As R.J. Hunter Digital Fellow in History 2024-6, he will be working on the Ulster Settlers Database project, a collaboration between the Royal Irish Academy, Maynooth University and QUB, under the direction of Prof Emerita Mary O'Dowd and Prof Tom O'Connor.
Publications
'From prelacy to penury: the archiepiscopal castle and manor of Termonfeckin, County Louth, 1560-1660', Journal of the Royal Society of Antiquaries of Ireland, vol. 151 (2024 for 2021, forthcoming).
'A Franco-Roman triumph in Restoration Ireland: the sculptural decoration of the Royal Hospital Kilmainham', Irish Architectural and Decorative Studies, vol. 23 (2022 for 2021): 10-35.
'The archbishops of Armagh and Drogheda's "faire house", 1613-1783', Irish Architectural and Decorative Studies, vol. 23 (2021 for 2020): 14-37.
'Solomonic iconography in early Stuart Oxford: the south porch of St Mary the Virgin', Oxoniensia, vol. 80 (2015): 7-26.

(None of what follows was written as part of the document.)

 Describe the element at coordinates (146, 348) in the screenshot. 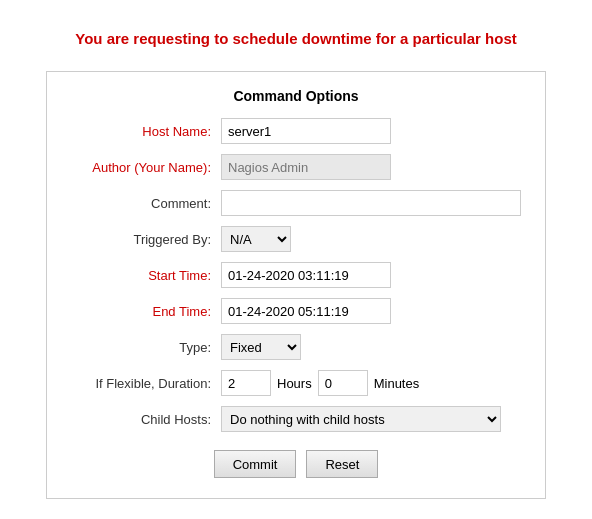

I see `type-label: Type:` at that location.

'William Laud, the University Church of St Mary the Virgin, Oxford, and "Biblical" architecture in early Stuart Oxford', British Art Journal, vol. 16, no. 1 (2015): 16-26.
'Parish churches of the Church of Ireland, 1600-1800', in Hugh Campbell, Livia Hurley, Rolf Loeber, John Montague, and Ellen Rowley (eds.), Art and architecture of Ireland, volume IV: Architecture, 1600-2000 (Yale University Press and the Paul Mellon Centre for Studies in British Art: New Haven and London, 2015): 302-05.
'Government architecture, 1600-1800', in Hugh Campbell, Livia Hurley, Rolf Loeber, John Montague, and Ellen Rowley (eds.), Art and architecture of Ireland, volume IV: Architecture, 1600-2000 (Yale University Press and the Paul Mellon Centre for Studies in British Art: New Haven and London, 2015): 173-75.
Protestant Dublin, 1660-1760: architecture and iconography (Basingstoke: Palgrave Macmillan, 2012). 250pp. Long-listed for the William W.B. Berger Prize in British Art History.
'Domestic architecture, the "old" city, and the suburban challenge, c.1660-1700', in Christine Casey (ed.), The eighteenth-century Dublin town house: form, function, and finance (Dublin: Four Courts Press, 2010): 59-72.
Dawson, Molesworth & Kildare Streets, D2: a study of the past, a vision for the future (Dublin: Dublin Civic Trust, 2008). 89pp.
'Reading Architecture: St. Andrew's church, Dublin, 1670–1990', Visual Resources, vol. 24, no. 2 (2008): 119-32.
'Reading the cityscape: Dublin's churches, 1670-1720', in Rosalind Crone, David Gange, and Katy Layton Jones (eds.), New perspectives in British cultural history (Newcastle-upon-Tyne: Cambridge Scholars, 2007): 22-36.
'Chapel Royal and symbol of the "Church Militant": the iconography of Christ Church and St Patrick's Cathedrals, Dublin, c.1660-1760', Irish Architectural and Decorative Studies, vol. 10 (2007): 200-23.